NASSAU BANS LIpolitics

Using an employer's Internet access means having to play by their rules. When you abuse it, you lose it, which may be why LIpolitics.com was blocked from the Nassau County government's server recently. However, some critics are speculating that it was the website's extensive and scandalous Message Board Forum, splashed with Long Island political gossip and hearsay, that prompted the county to prevent employees from visiting the site.

The county's information technology commissioner, Craig Love (see story on page 9), has been frequently criticized on the site's rumor board. But he says blocking the site wasn't his idea. The website came up in a management meeting and one of the supervisors asked to have it filtered from the county system (only supervisors have the authority to block a site county-wide). Apparently, it was consuming too much of too many workers' time.

This is certainly not a first. The county has a filtering device on its server which blocks thousands of sites, probably mostly pornography, and has long since blocked ESPN.com as a time-theft haven. But for politicians to block access to political sites smacks of censorship. "LIpolitics.com prides itself as being an unbiased source for political news information," says Anthony Manetta, who runs the site.

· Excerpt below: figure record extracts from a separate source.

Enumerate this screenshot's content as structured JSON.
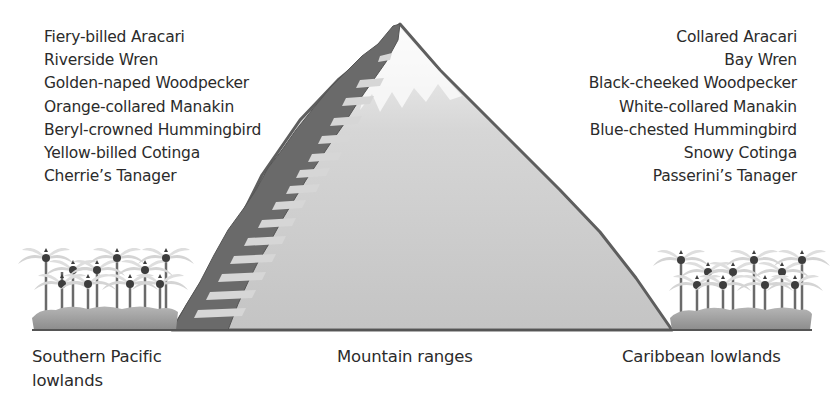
{
  "diagram": {
    "type": "elevation-cross-section",
    "regions": [
      {
        "id": "pacific",
        "label": "Southern Pacific lowlands",
        "label_lines": [
          "Southern Pacific",
          "lowlands"
        ]
      },
      {
        "id": "mountain",
        "label": "Mountain ranges"
      },
      {
        "id": "caribbean",
        "label": "Caribbean lowlands"
      }
    ],
    "pacific_species": [
      "Fiery-billed Aracari",
      "Riverside Wren",
      "Golden-naped Woodpecker",
      "Orange-collared Manakin",
      "Beryl-crowned Hummingbird",
      "Yellow-billed Cotinga",
      "Cherrie’s Tanager"
    ],
    "caribbean_species": [
      "Collared Aracari",
      "Bay Wren",
      "Black-cheeked Woodpecker",
      "White-collared Manakin",
      "Blue-chested Hummingbird",
      "Snowy Cotinga",
      "Passerini’s Tanager"
    ],
    "colors": {
      "mountain_fill": "#c9c9c9",
      "mountain_outline": "#5e5e5e",
      "barrier_band": "#6a6a6a",
      "barrier_stripes": "#d4d4d4",
      "snow": "#ececec",
      "vegetation": "#9a9a9a",
      "palm_fronds": "#d2d2d2",
      "ground_line": "#555555",
      "text": "#2b2b2b"
    }
  }
}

Yet the message board is anything but unbiased. Sly political insiders place postings under anonymous user names, and the content can be scathing, often times poking into the private lives of those in the public eye. "I can understand if they don't want [employees] to post anything, but to not be able to read it?" says Manetta. "If that is true, it's not only hurting the voters of Nassau County but the employees that are being silenced."

County workers could appeal to have access restored, but they must have a legitimate reason, and "to tell the world who my boss is sleeping with" isn't acceptable. In any event, no one has yet made such a request.